Contributed by from Victoria
Manolis Glezos passed away at the ripe old age of 97. Few in Australia will be familiar with the name. In Greece it’s a different story.
Manolis lived an eventful life. As an 18-year-old teenager and at the time of the German occupation, he scaled the walls of the Acropolis with friend Apostolos Santas on 30 May 1931, They tore down the Nazi flag, and it made them heroes and national symbols of resistance. They were arrested and tortured for doing this.
Both had to flee the country and were sentenced to death in absentia.
He campaigned for the rest of his life for German compensation for war crimes
This is not the end of Manolis’s story. He was subsequently sentenced to death again multiple times. But he managed to survive.
Manolis was confined to a prison cell for 16 years by the later Greek military junta. .
He had a lifelong devotion to writing and being active in Greek society. Hr became the nation’s greatest authority on the war time resistance movement, writing tow 800-page volumes on its history.
In his nineties, he was elected to parliament with more votes than any other candidate.
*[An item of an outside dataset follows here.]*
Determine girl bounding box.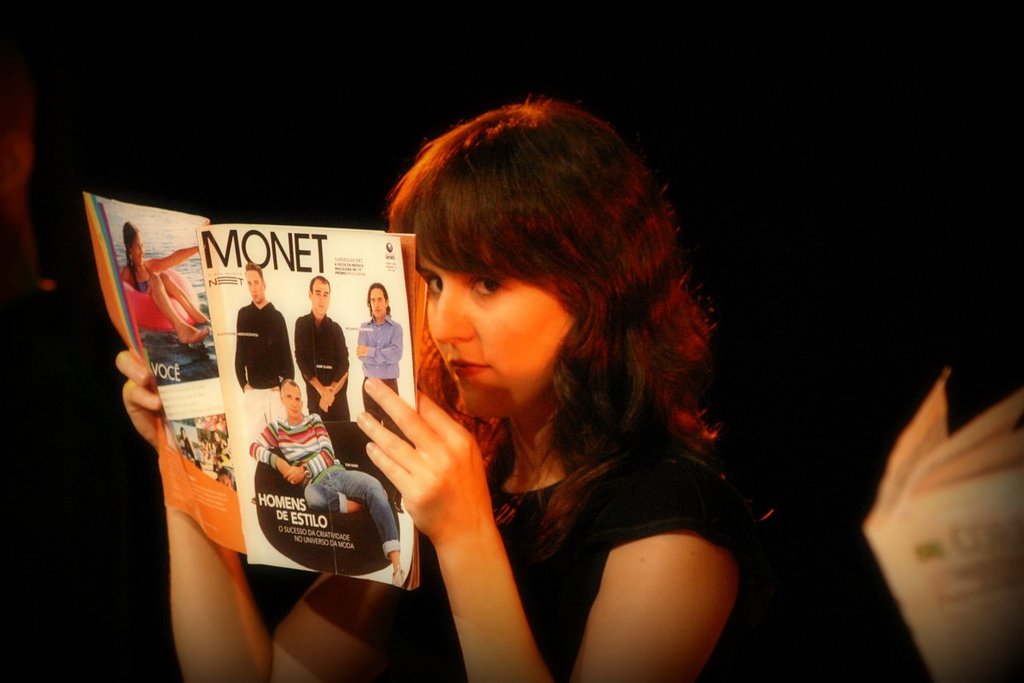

So strong had his popularity remained over the years. He became a member of the European Parliament (MEP) for Greece.
Manolis did not know the meaning of quit.
During this time he said, “Greece is the guinea pig of policies exacted by governments whose only God is money”.
His time as a parliamentarian was as a representative of Syriza, with which he became disheartened, as it was contained in government and failed to combat neoliberalism and the impositions of the global financial system and Brussels.
He never lost faith in what he believed in.
Manolis won respect from many. Tributes poured in. after he passed away from a heart attack at 97.
Former Prime minister Alexis Tsipras and leader of Syriza said “For all eternity he will remain the symbol of a fighter”.
Nikos Dendias, foreign minister in Greece’s current government, hailed Glezos “as a major figure of the national resistance against Nazi occupation. His stance inspired us all, irrespective of ideologies and parties”.
Prime minister Kyriakos Mitsotakis praised the resistance hero as a “symbol of our nation’s freedom”.
Greece’s flags were lowered in his honour.